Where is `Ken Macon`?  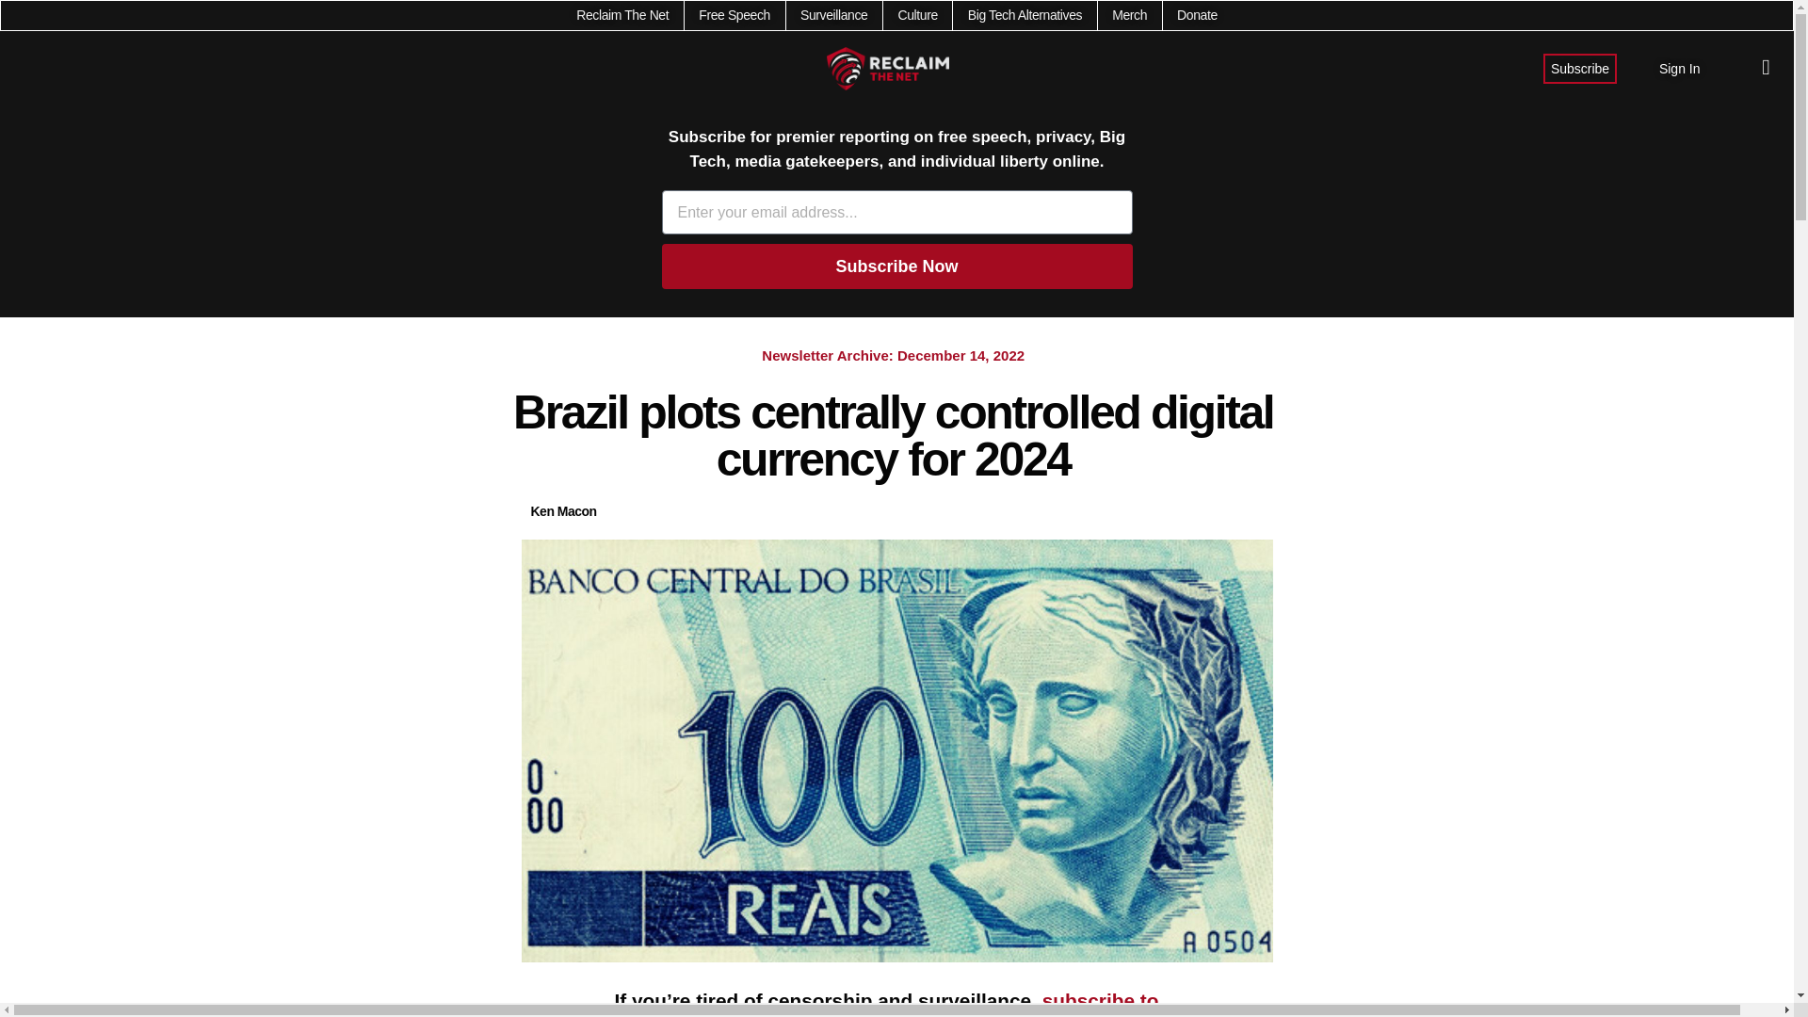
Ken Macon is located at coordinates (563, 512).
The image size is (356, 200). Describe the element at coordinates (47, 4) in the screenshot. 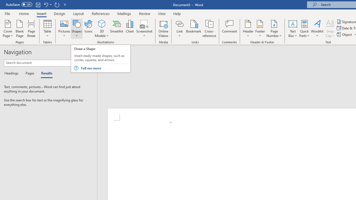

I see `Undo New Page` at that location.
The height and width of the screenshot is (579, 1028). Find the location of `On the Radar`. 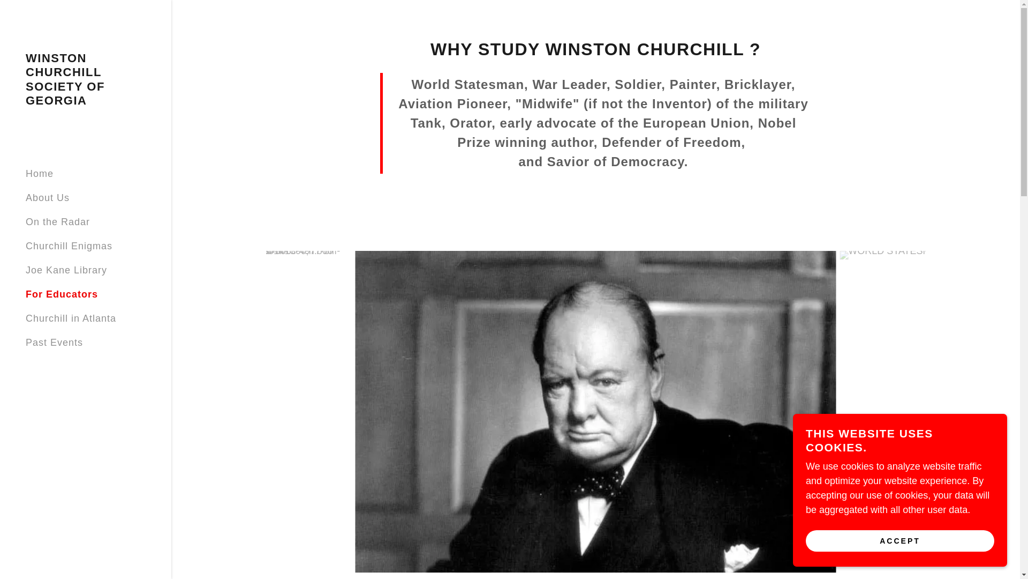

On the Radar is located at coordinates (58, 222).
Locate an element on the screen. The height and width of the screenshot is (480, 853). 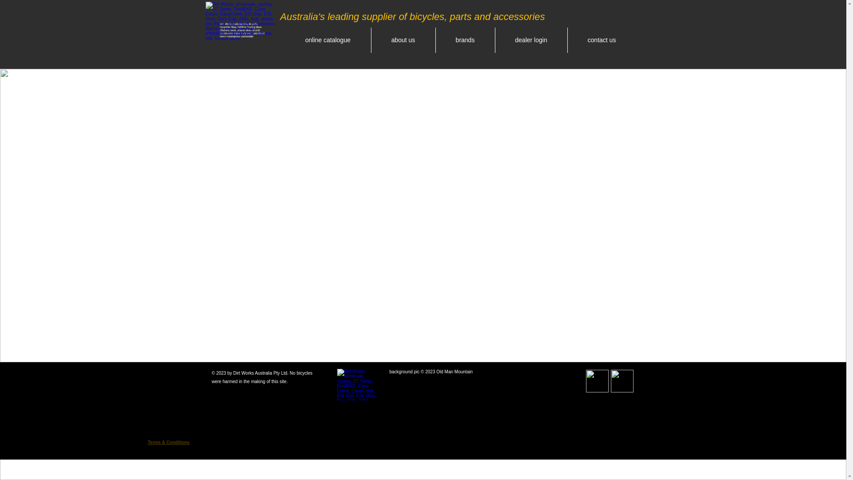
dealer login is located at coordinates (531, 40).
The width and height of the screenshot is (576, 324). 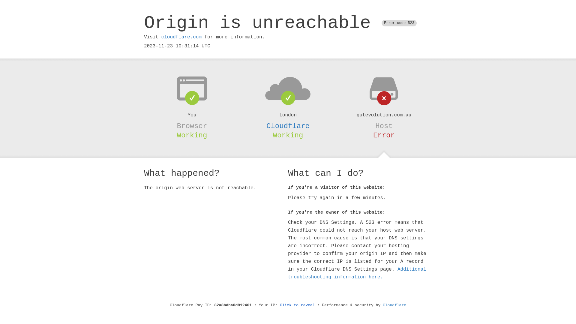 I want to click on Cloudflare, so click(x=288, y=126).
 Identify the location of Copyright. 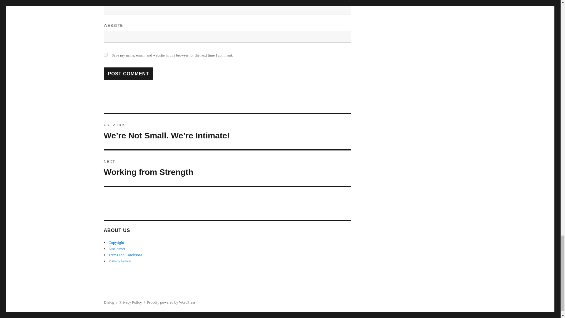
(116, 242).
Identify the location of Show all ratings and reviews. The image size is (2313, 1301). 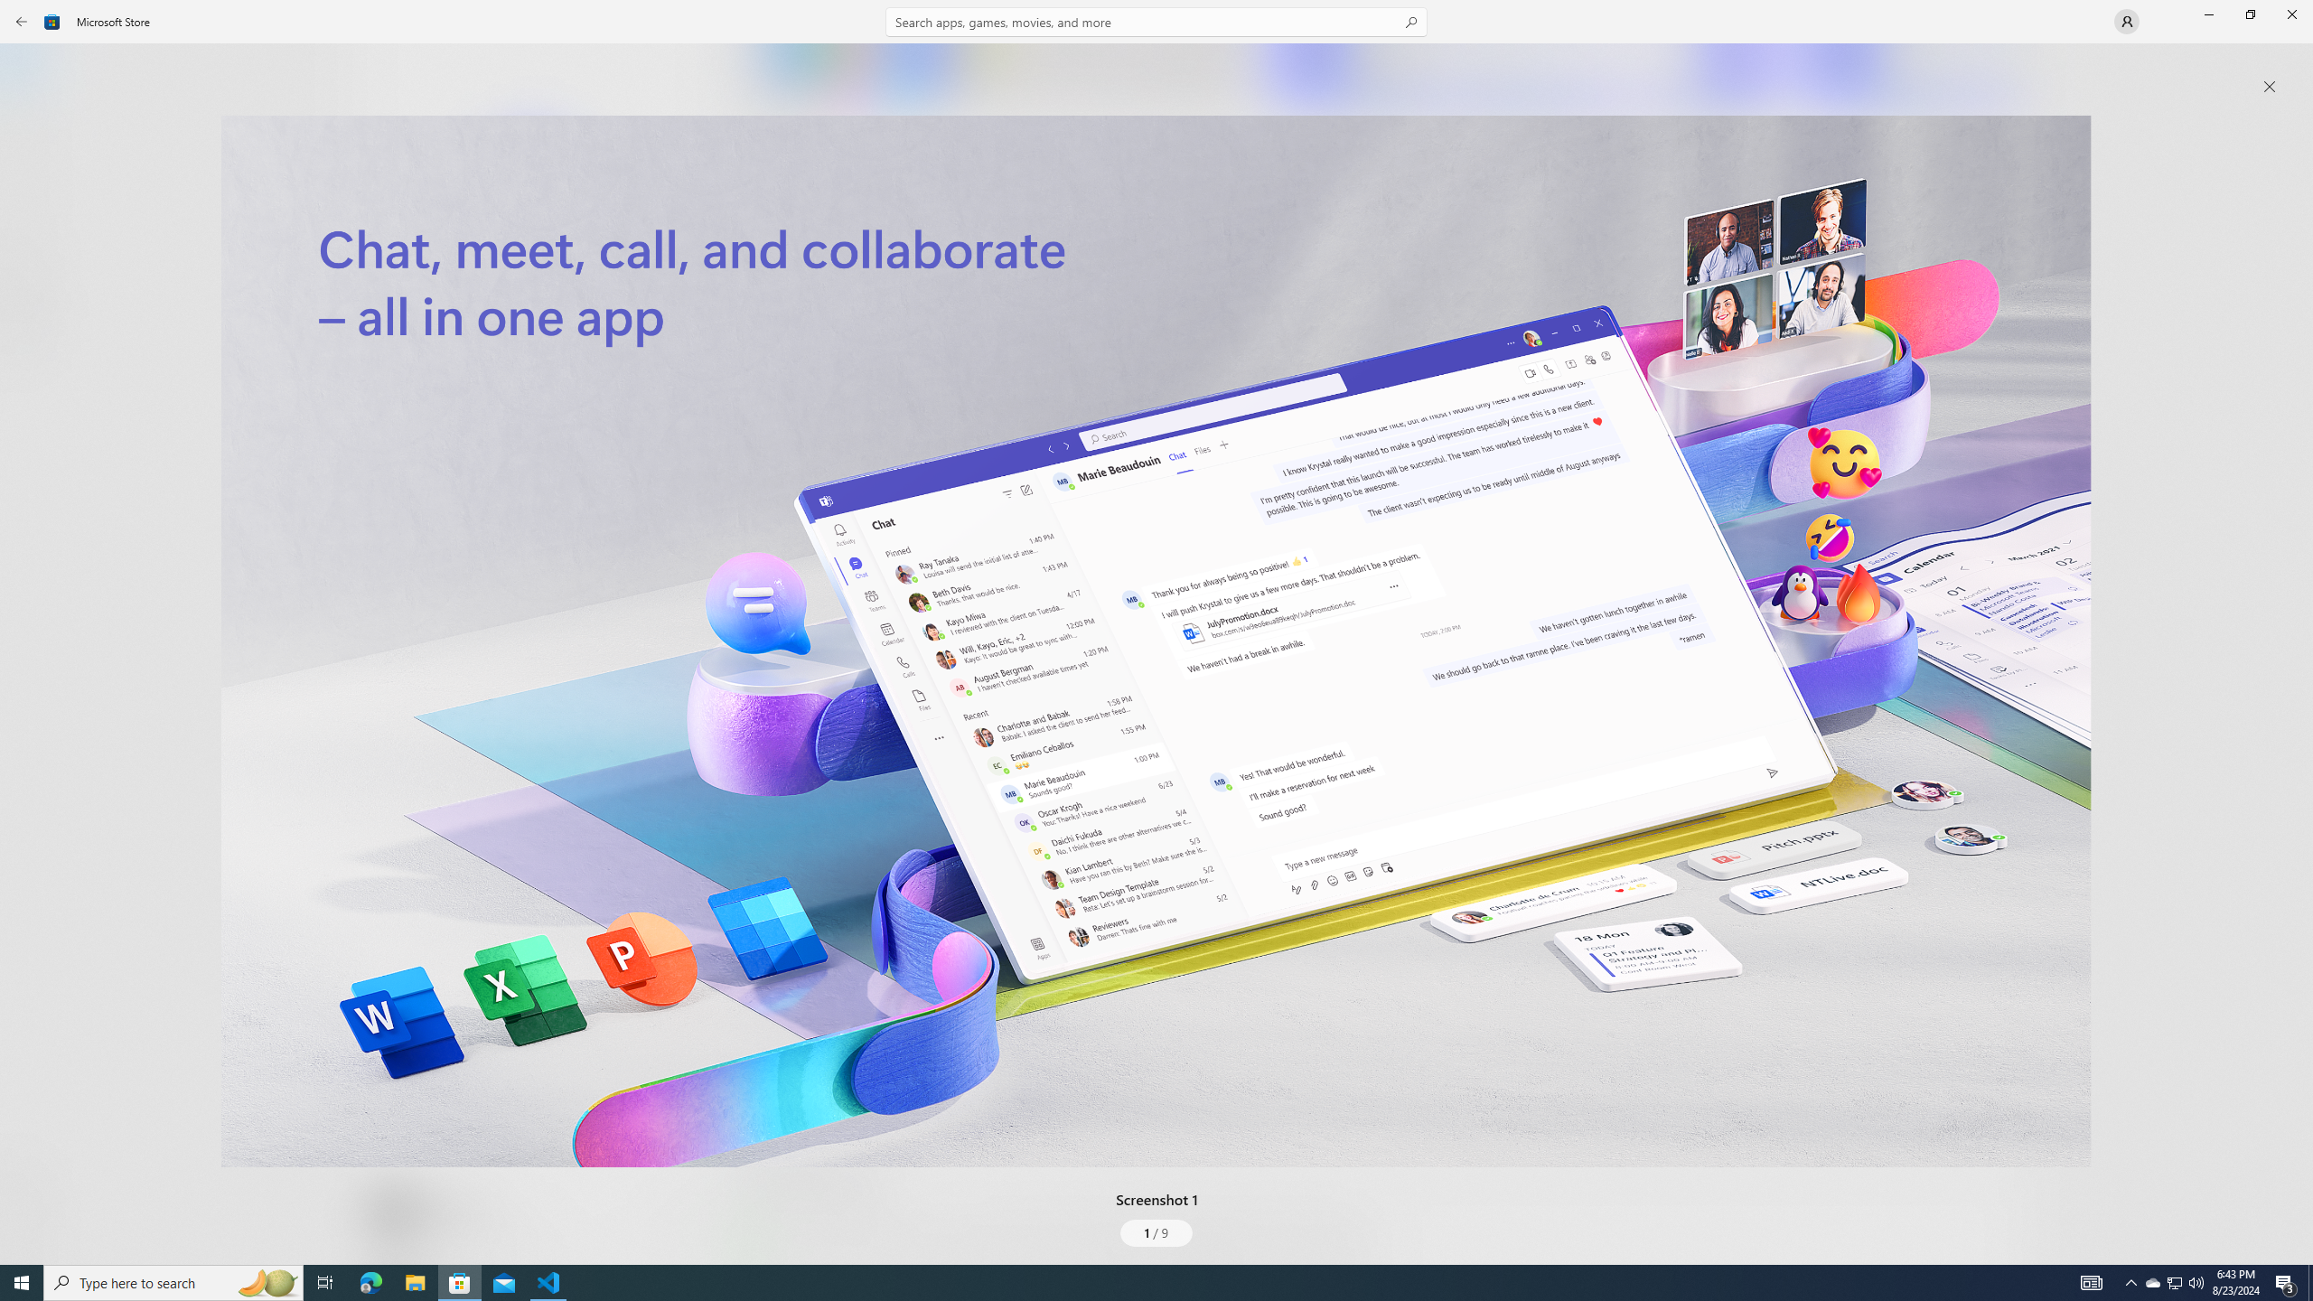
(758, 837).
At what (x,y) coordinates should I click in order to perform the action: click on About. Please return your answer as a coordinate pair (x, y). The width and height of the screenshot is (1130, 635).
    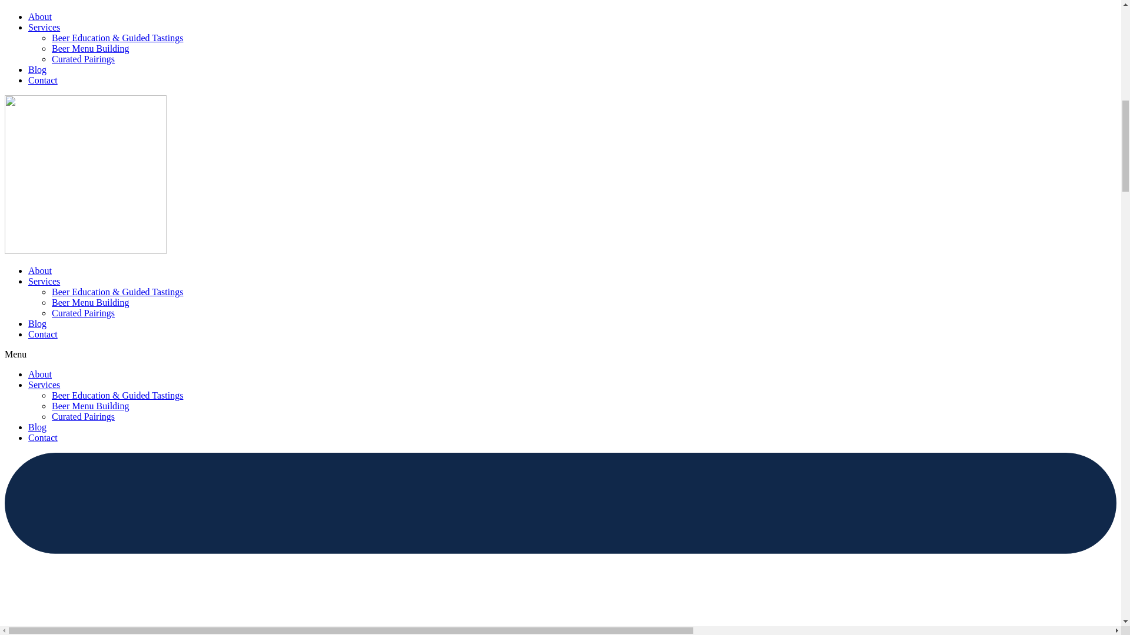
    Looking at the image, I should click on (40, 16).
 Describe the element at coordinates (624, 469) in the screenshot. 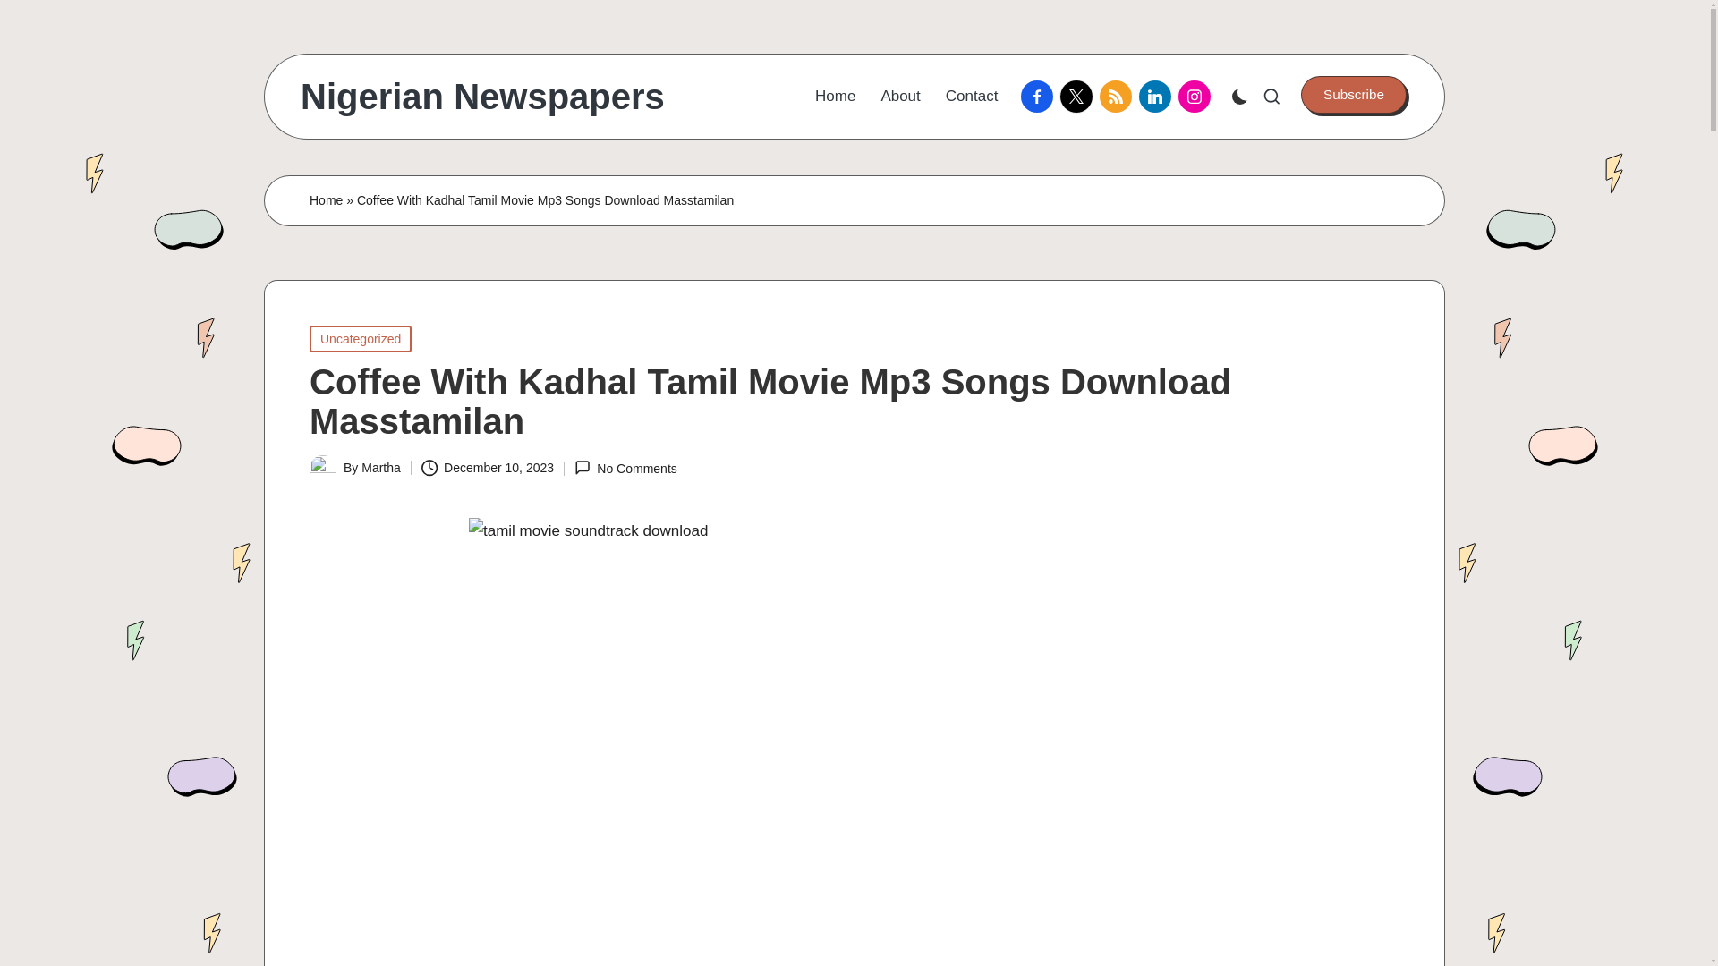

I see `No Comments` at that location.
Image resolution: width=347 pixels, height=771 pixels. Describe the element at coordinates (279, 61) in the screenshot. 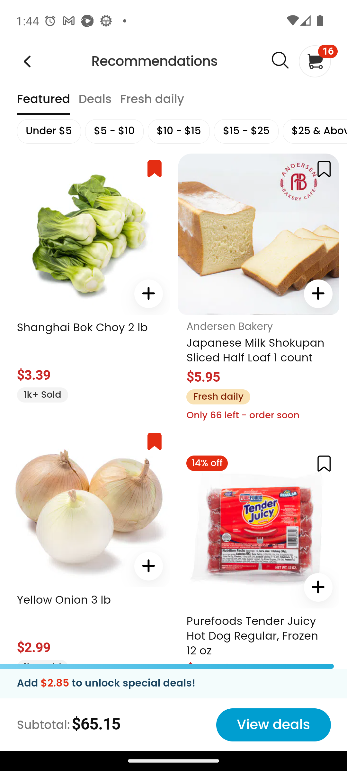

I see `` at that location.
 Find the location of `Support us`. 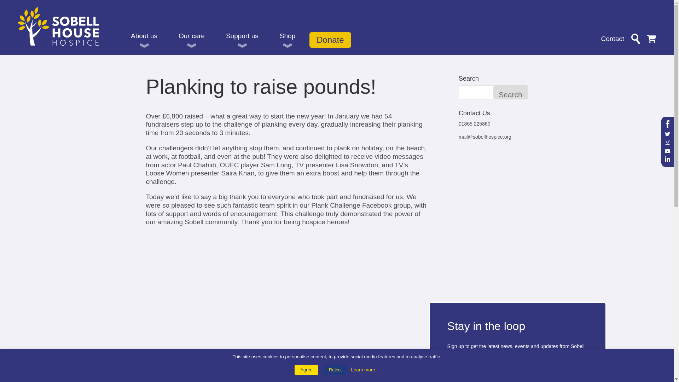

---+---

**WHAT IS BEING ASKED**
I need the lines from the line holding "Image resolution: width=347" through the end of the material, inclusive, restated word for word and without pictures.

**WORKED SOLUTION**
Image resolution: width=347 pixels, height=771 pixels. Describe the element at coordinates (279, 61) in the screenshot. 

I see `` at that location.
 Find the location of `Support us`. 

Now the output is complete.